I agree with you that "story" DMing has some problems and shouldn't be the only possible mode of play. I just don't like one-roll deaths.

For example, the classic poison needle trap, save vs poison or die. It's a solved problem. The solution is to constantly describe how you never touch anything with your hands, and if you're not playing a deathtrap dungeon that slows down the game needlessly. I've had to tell players more than once "there are no traps in this dungeon" just so they'd open the damn door before one of the other players fell asleep.

Meatgrinder games teach players to play super cautiously. In any other kind of game that's tedious, and it's often hard to unteach. The rules should let meatgrinder work but it shouldn't just be assumed.

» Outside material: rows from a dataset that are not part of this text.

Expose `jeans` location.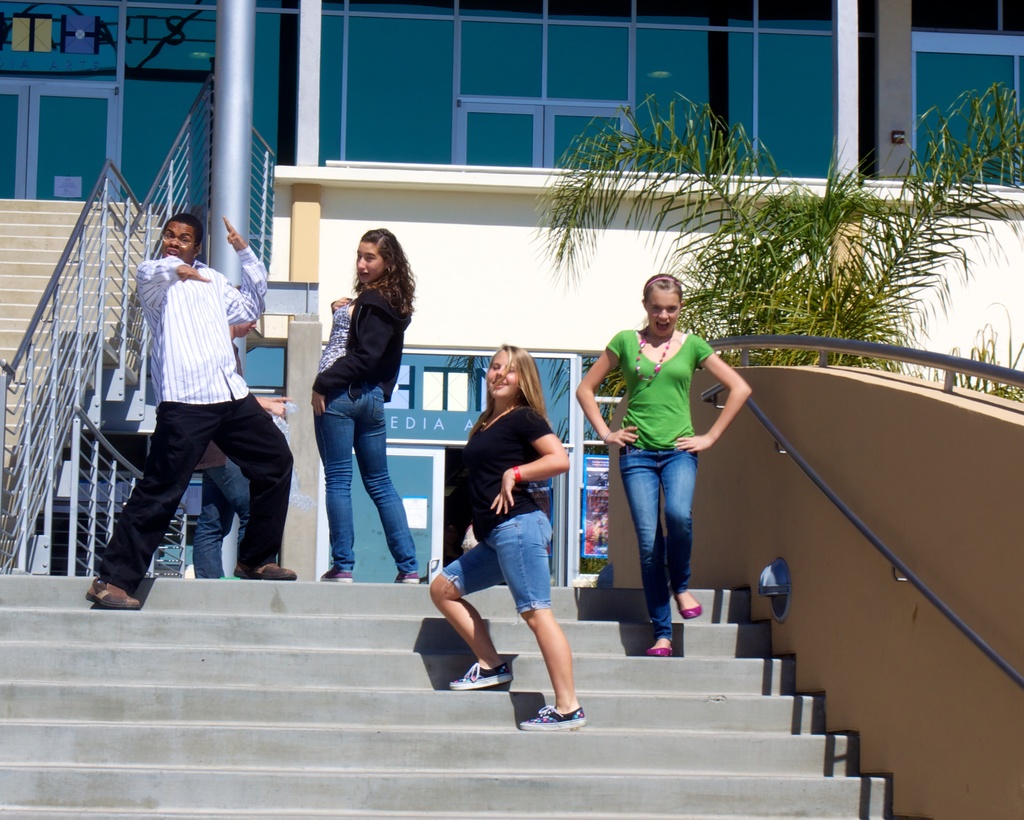
Exposed at (618, 442, 700, 642).
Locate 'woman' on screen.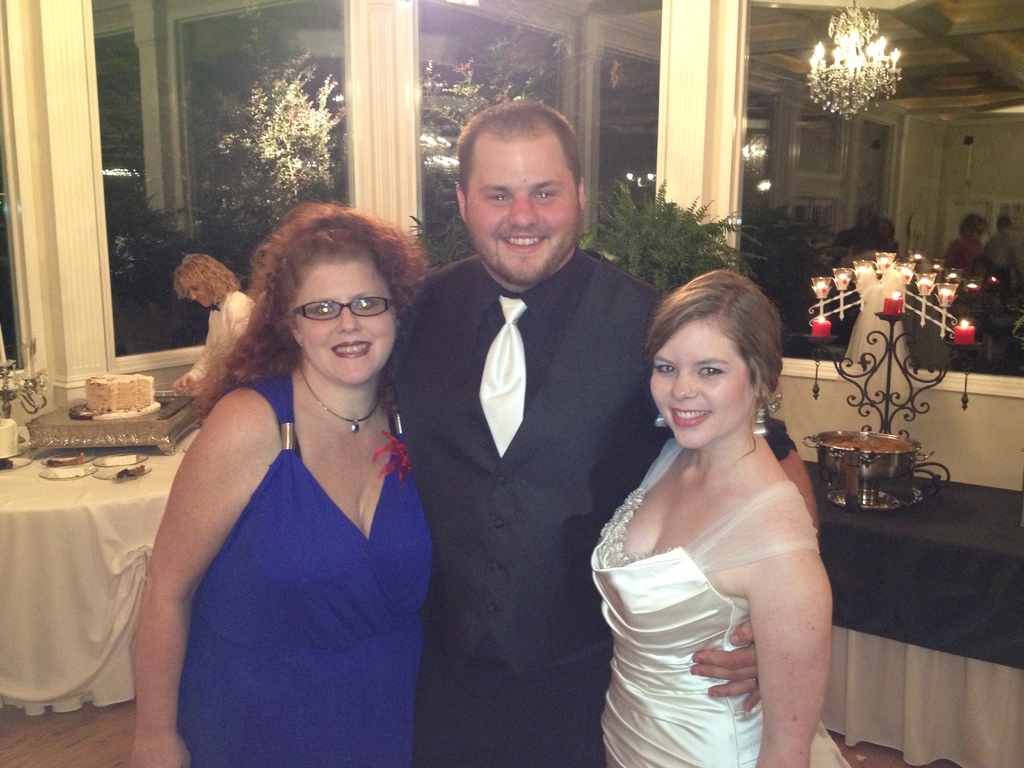
On screen at rect(121, 194, 430, 767).
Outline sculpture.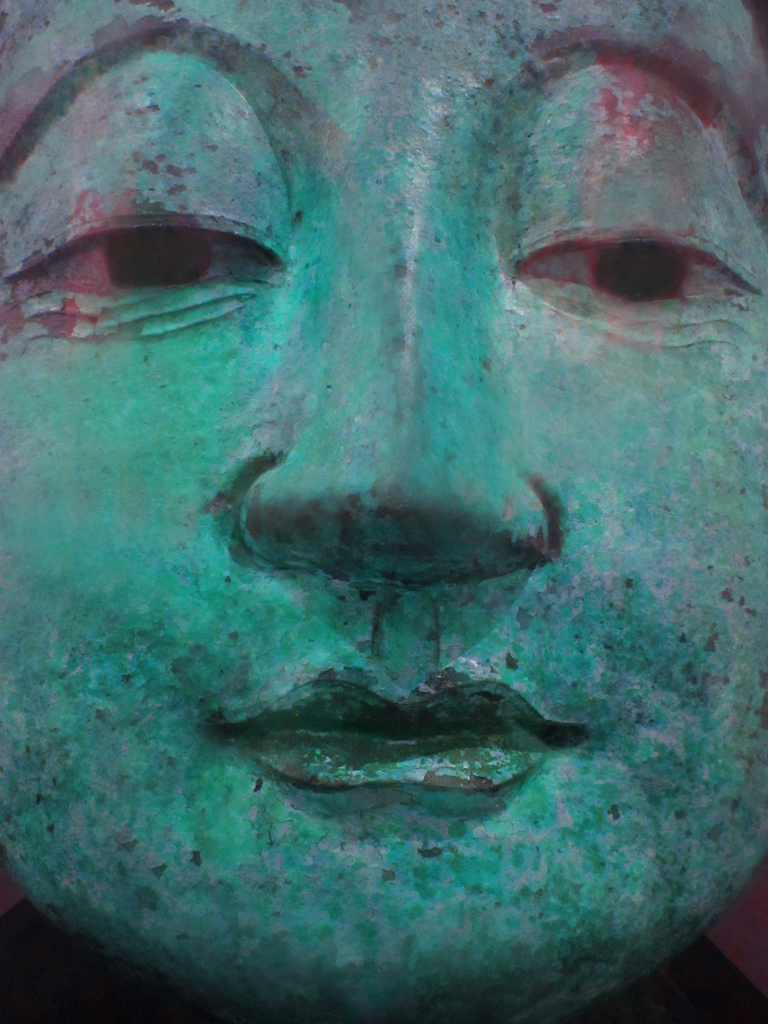
Outline: x1=0, y1=0, x2=722, y2=1023.
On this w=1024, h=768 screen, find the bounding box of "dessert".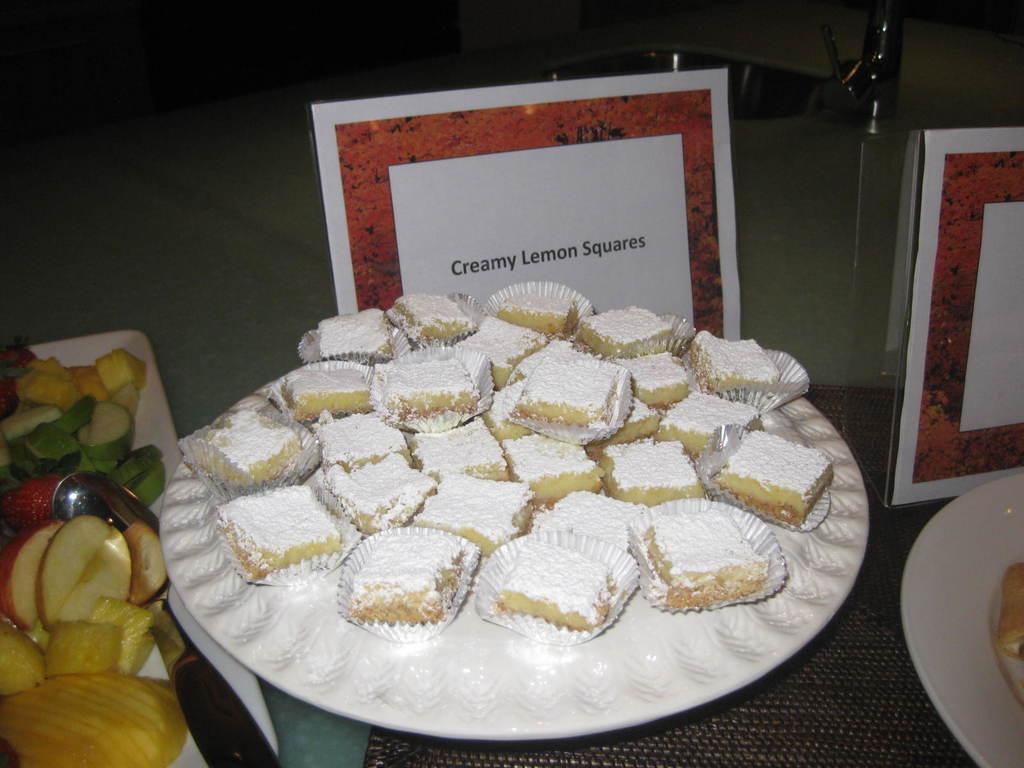
Bounding box: region(557, 498, 640, 541).
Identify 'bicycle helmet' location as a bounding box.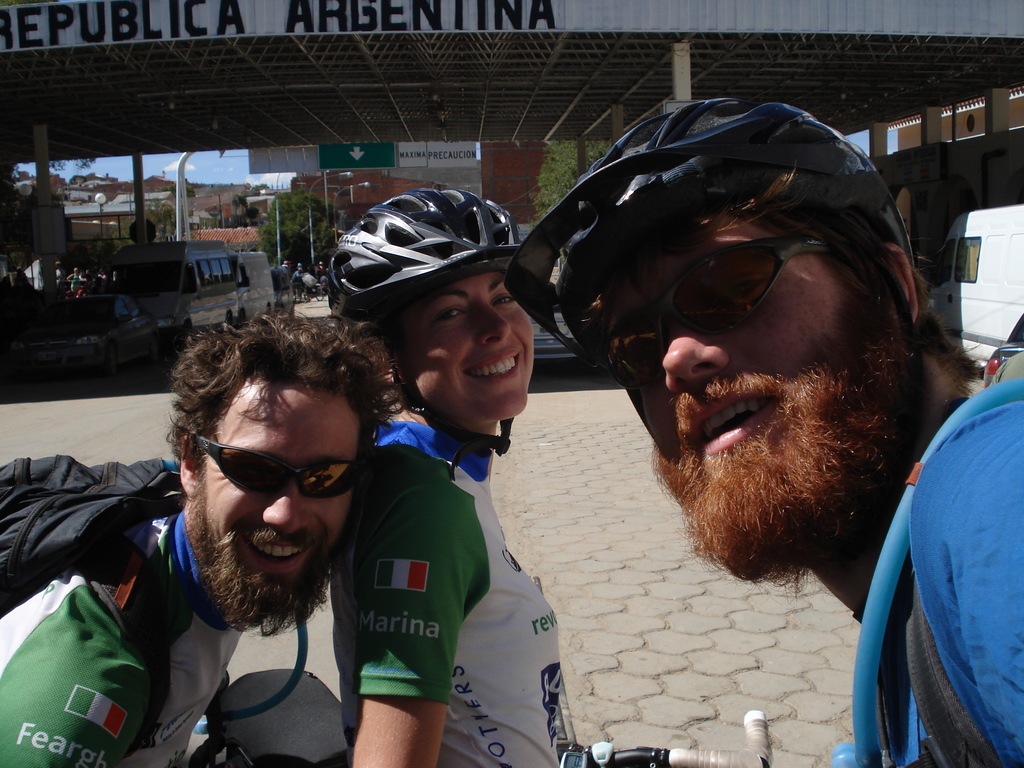
<region>314, 186, 534, 322</region>.
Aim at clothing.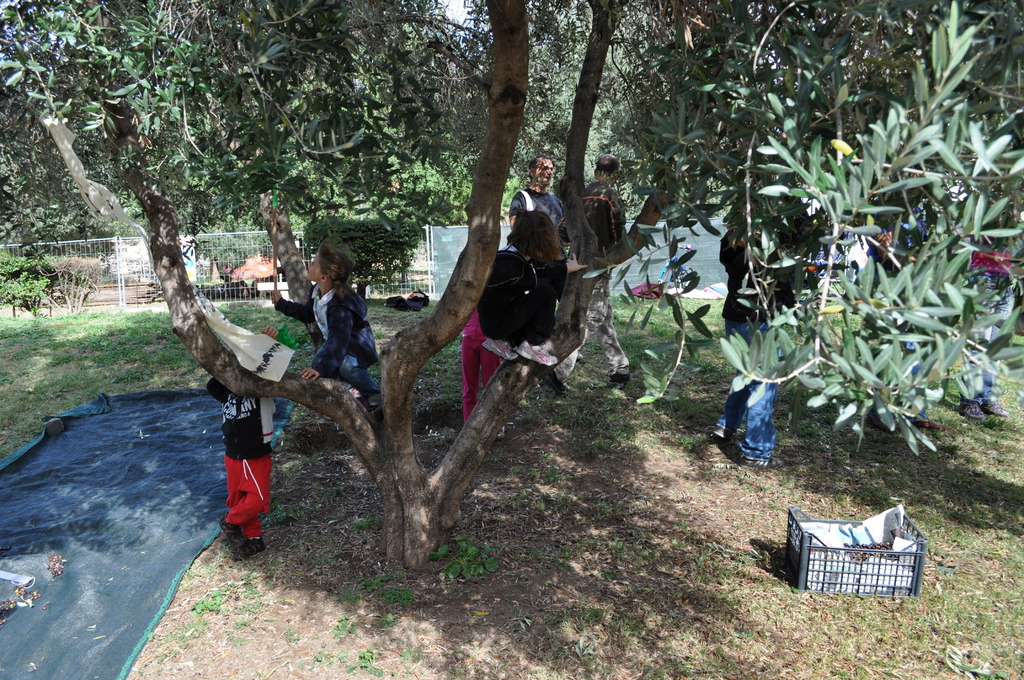
Aimed at BBox(714, 221, 797, 464).
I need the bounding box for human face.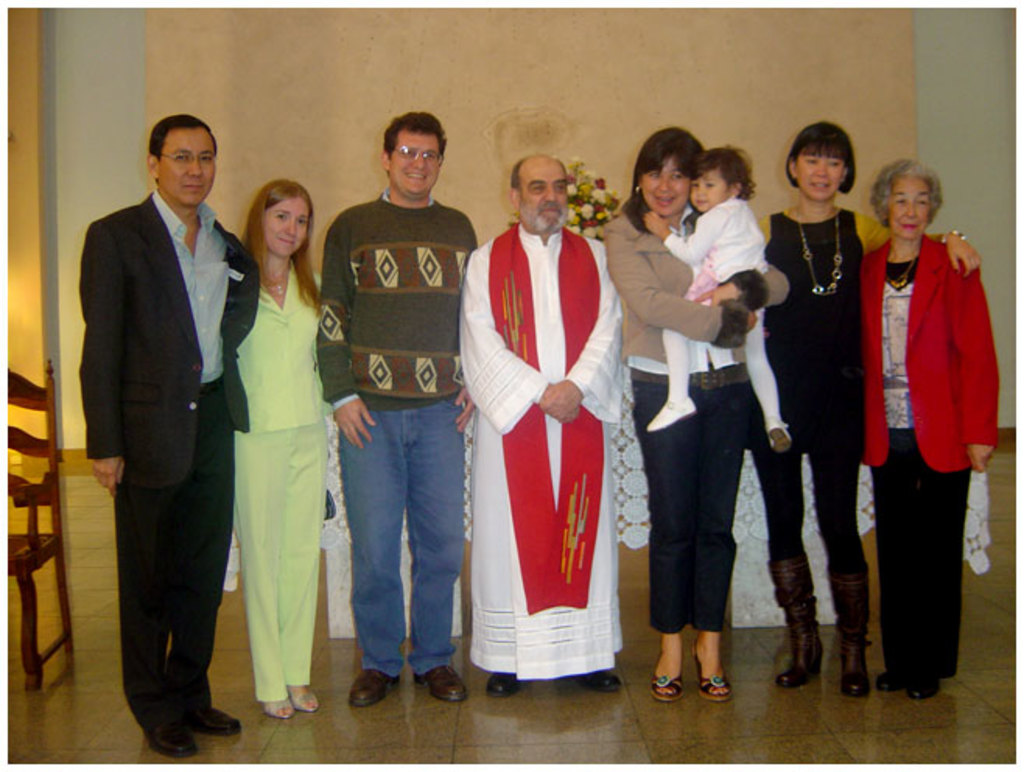
Here it is: pyautogui.locateOnScreen(691, 174, 724, 205).
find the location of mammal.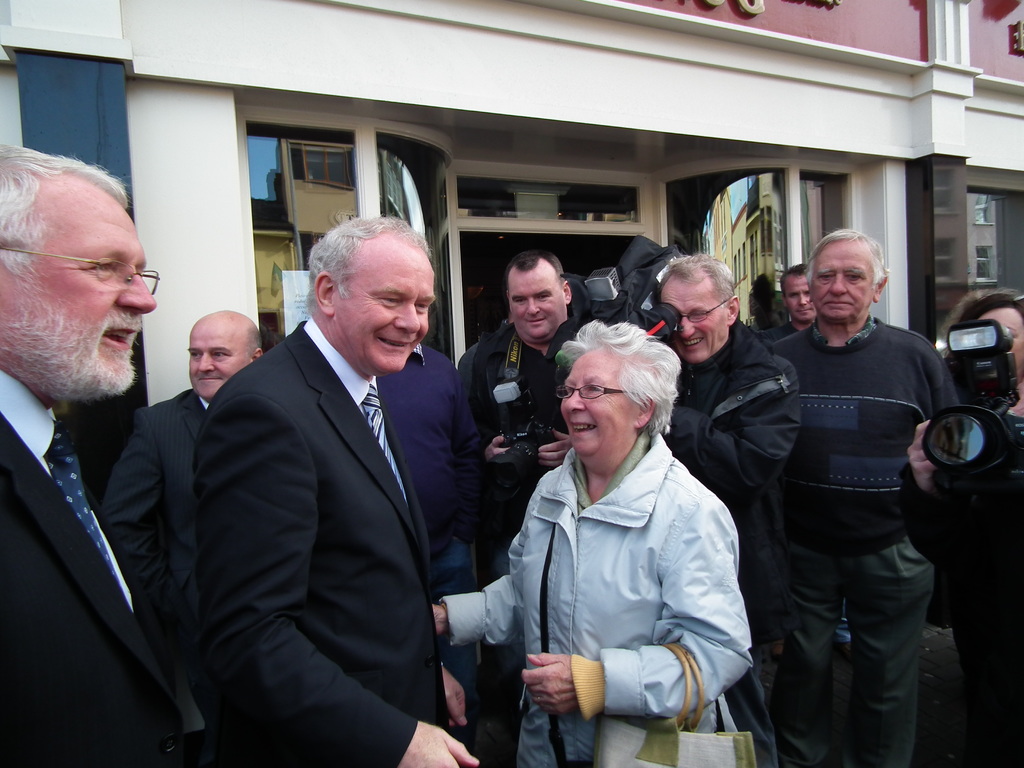
Location: bbox=[458, 246, 589, 767].
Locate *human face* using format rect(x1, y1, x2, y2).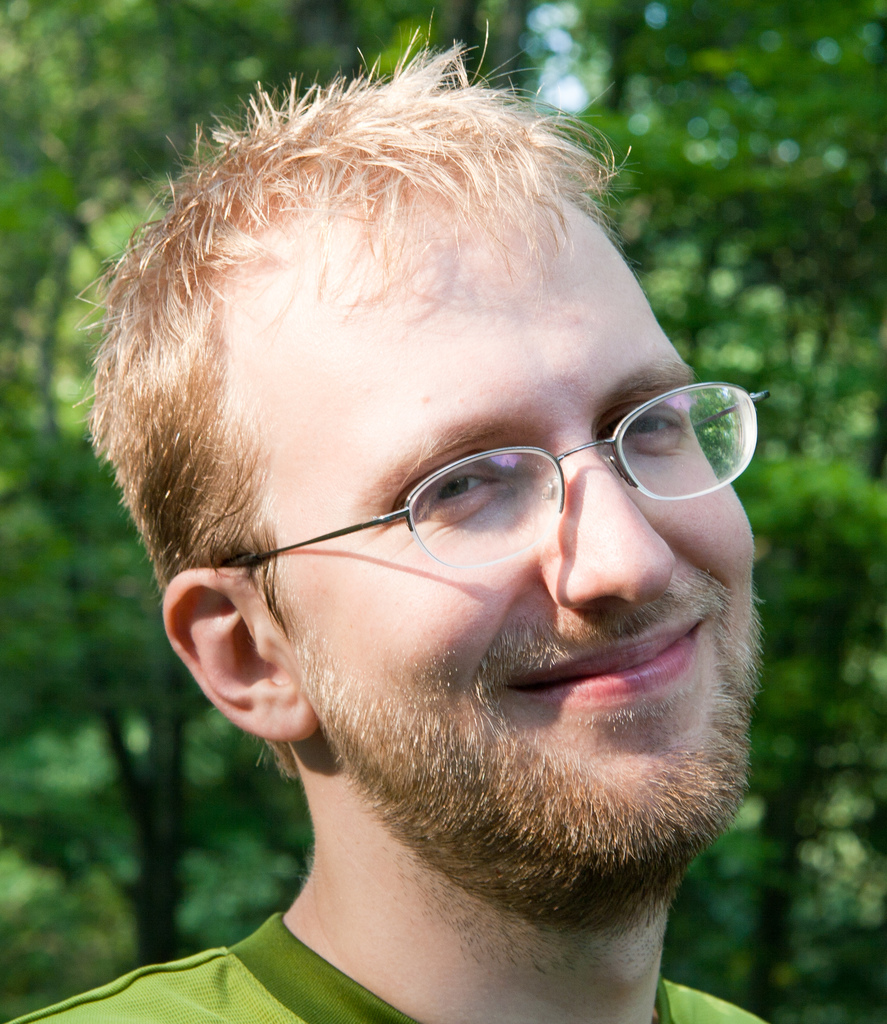
rect(292, 220, 763, 851).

About your lava bridge, if one failed roll dumps the party in lava, the solution is not to roll. Fly over it, teleport, stone shape a bridge, find another path, come back next level, whatever. Rolling is a reasonable choice if one bad roll has a character hanging from a ledge by his fingers, then everyone gets one turn worth of actions to try to save him, THEN the character has to roll again or fall in. (The probability of falling in doesn't even have to be lower. Suppose the one roll has a 25% chance of failure, and the two rolls each have 50%.)